Isaac Asimov's Foundation series was on my list of classic science fiction novels I decided to read in the coming months, after skipping over them for decades. But knowing Asimov wrote two sequels and two prequels some 25 years plus after completing the trilogy, I wondered if I would need to read them (or want to read them) just so I could get to the original three. Upon a few inquires of other people, most said the later books -published in the 1980s- were not as strong as the original three and I would not be missing anything if I skipped over them.
So that's what I've decided.
The premise of the series is that mathematician Hari Seldon has spent his life developing a branch of mathematics known as psychohistory. Using this knowledge -which can predict the future on a large scale- Seldon foresees the imminent fall of the Galactic Empire. It would be a horrible dark age that will last some 30 thousand years before a second great empire arises. But Seldon foresees an alternative where the interregnum will last only one thousand years. To ensure the more favorable outcome, Seldon creates a foundation of talented artisans and engineers at the extreme end of the galaxy, to preserve and expand on humanity's collective knowledge, and thus become the foundation for a new galactic empire. The novel opens with Seldon arriving on Trantor, for he's to be put on trial on allegations of treason -for foreshadowing the decline of the Galactic Empire.
Not to be put off by threat of imprisonment or death, Seldon explains to those prosecuting him, if allowed, he would collect the most intelligent minds and create a compendium of all human knowledge, entitled Encyclopedia Galactica that would cut the fall to only a thousand years. Despite some reservations, these men allow Seldon to assemble whomever he needs, provided he and the "Encyclopedists" be exiled to a remote planet of Terminus. Seldon agrees to set up his own collection of Encyclopedists, and also secretly implements a contingency plan—a second Foundation—at the "opposite end" of the galaxy.

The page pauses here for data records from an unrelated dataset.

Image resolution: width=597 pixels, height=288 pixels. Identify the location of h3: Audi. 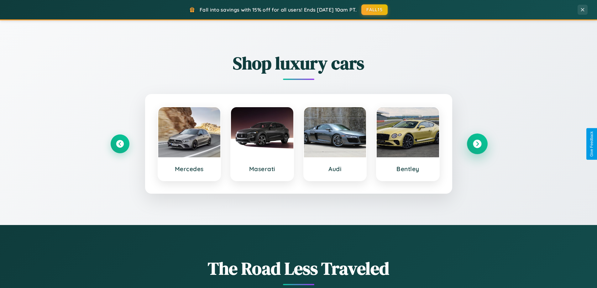
(335, 169).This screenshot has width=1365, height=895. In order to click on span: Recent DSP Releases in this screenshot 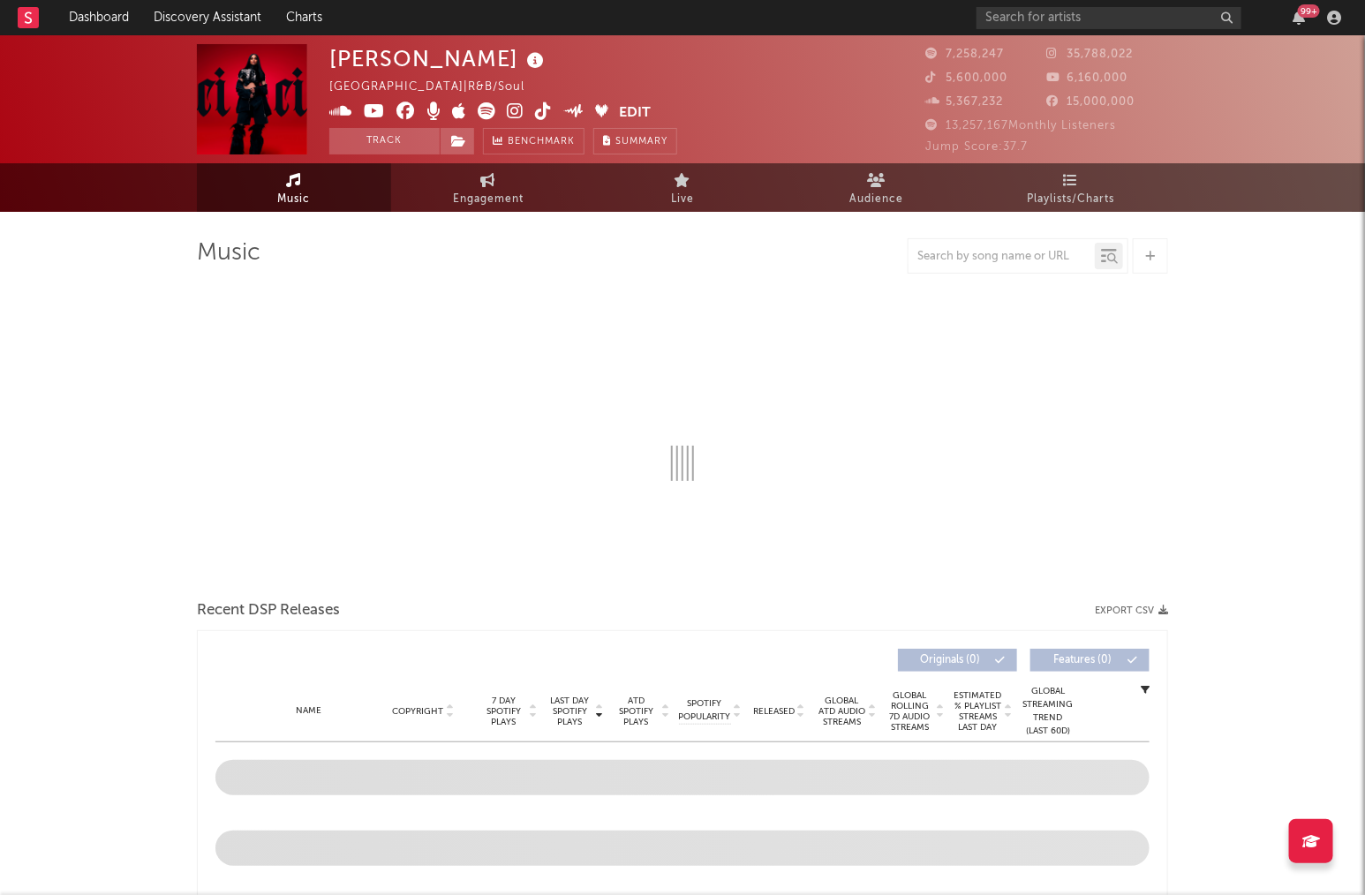, I will do `click(268, 611)`.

Despite being one of the most classic books the of the genre, Foundation is awfully dry. Not much actually happens and there is very little in the way of action. I liked the premise, as it often reminded me of Nate Silver, the statistician who predicted a few elections. Of course, Asimov's Seldon does it on a grander scale (and some 60 years before Silver). Plus there was a lot of analogies going on here, especially with religion as political figures trying to suppress the knowledge that the Empire is failing. Still, it's challenge to get through this book as really addresses my thought process that I'm a well-read, intellectual chap. The other issue with reading these books now, instead of when I was young (or better, grew up with them) is that my ideas have already been shaped and what Asimov was doing here, some sixty-plus years ago seems less mind-blowing now.
And while science fiction can and has predicted a plausible future, after reading this and authors like Heinlein (and the early works of David Gerrold) it surprises me that not one thought smoking would've ever gone out of style. I guess, because of the era, smoking was seen as okay. But it still, in some ways, surprises me that these "futurists", so to speak, could not predict a future where smoking was seen as unhealthy and dangerous.